Jon Corzine because he needs to show errant

Elvin Lim is Assistant Professor of Government at Wesleyan University and author of The Anti-intellectual Presidency, which draws on interviews with more than 40 presidential speechwriters to investigate this relentless qualitative decline, over the course of 200 years, in our presidents’ ability to communicate with the public. He also blogs at www.elvinlim.com. In the article below he looks at local elections. See his previous OUPblogs here.

As we follow the NJ and VA gubernatorial

A races, and the special election for the 23rd congressional district in New York (NY23), the debate has overwhelmingl telegram datay been about whether or not these races are wind vanes for the electoral weather to come.

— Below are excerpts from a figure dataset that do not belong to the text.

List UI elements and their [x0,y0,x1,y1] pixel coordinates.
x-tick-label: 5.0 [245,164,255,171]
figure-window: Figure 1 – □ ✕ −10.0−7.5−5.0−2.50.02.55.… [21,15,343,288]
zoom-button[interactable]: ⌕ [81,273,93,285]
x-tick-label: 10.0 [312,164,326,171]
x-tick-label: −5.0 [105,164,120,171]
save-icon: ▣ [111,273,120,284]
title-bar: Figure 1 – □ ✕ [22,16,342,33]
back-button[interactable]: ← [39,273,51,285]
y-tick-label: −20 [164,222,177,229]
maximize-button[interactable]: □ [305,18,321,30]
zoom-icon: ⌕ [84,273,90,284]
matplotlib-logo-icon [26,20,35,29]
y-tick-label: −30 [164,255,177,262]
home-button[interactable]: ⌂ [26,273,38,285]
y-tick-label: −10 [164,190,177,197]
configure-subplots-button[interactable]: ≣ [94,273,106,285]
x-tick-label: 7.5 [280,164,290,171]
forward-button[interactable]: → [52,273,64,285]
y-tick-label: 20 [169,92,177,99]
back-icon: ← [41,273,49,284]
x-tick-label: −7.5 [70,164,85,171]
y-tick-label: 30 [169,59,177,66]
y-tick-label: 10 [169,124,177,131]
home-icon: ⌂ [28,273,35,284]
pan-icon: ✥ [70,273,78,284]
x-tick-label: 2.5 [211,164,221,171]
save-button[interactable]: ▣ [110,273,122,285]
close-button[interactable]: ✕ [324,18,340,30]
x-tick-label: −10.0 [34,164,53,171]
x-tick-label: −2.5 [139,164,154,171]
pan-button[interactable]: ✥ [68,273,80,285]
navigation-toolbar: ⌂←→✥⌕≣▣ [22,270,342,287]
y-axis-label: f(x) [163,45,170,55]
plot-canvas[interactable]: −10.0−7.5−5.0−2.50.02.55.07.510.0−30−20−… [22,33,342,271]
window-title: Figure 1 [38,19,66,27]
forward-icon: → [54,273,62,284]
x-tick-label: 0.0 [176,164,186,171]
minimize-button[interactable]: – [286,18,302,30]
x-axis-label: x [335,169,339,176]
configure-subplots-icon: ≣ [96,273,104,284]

So some thoughts in this vein, before the main point of this post. Obama is campaigning hard for NJ Governor  . A Democratic members of Congress that he still has coat-tails. If Corzine pulls off his re-election bid, members of Congress seeking a presidential endorsement in 2010 will at least think twice about voting against the president in 2009. If both Creigh Des and Corzine lose (and in the former’s case, it is practically a foregone conclusion) in their respective gubernatorial races, then the rationale for party unity suffers and it is every politician for her/himself here on out. If this happens, Obama will face an even more recalcitrant Democratic aisle of Congress than he does now.

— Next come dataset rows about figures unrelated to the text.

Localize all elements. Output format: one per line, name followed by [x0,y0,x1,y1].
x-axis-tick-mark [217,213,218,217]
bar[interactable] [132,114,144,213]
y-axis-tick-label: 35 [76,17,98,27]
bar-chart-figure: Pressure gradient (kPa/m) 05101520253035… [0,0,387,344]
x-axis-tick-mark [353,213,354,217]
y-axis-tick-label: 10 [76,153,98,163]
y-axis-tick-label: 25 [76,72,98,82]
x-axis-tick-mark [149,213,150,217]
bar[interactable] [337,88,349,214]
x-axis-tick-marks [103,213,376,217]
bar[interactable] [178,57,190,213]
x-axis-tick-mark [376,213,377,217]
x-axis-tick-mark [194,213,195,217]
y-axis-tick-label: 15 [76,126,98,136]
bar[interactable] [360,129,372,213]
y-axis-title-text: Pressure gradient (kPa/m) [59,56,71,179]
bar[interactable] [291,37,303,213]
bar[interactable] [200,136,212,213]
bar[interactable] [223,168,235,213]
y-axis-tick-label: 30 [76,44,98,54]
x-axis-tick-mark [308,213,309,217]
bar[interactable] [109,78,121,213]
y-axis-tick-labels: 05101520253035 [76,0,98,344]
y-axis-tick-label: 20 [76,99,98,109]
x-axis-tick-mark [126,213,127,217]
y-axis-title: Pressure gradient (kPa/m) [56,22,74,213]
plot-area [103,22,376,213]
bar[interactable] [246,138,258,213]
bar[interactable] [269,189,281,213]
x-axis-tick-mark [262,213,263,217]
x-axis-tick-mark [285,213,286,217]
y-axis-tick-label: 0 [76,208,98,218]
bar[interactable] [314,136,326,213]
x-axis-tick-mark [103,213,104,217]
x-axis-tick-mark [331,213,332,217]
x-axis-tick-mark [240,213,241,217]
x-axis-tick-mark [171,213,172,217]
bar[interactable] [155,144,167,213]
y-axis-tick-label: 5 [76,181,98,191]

Meanwhile, with the exit of De Scozzafava from

A the race in NY23, the conservative movement looks set to shake up the Republican establishment, as Sarah Palin has promis. The soul-searching of the Republican Party continues; may the most powerful faction win.

Notice that none of these observations pay any attention to local concerns and local consequences. The significance of clean email  these races is entirely pricat on their potential impact on the balance of power in Washington, DC. When the punditry agrees without acknowlging that they do, their consensus is worth examining. There was a time when all politics was local. When the mia establishments were not yet centraliz in a few major outlets and the coverage of issues nationaliz. A time when voters came out to vote for candidates at the local and state levels. Such races did not depend on huge television advertising budgets or endorsements by nationally elect how to choose the right program  officials, and they were not seen merely as divinizing tea leaves for the future but as important contests in their own right.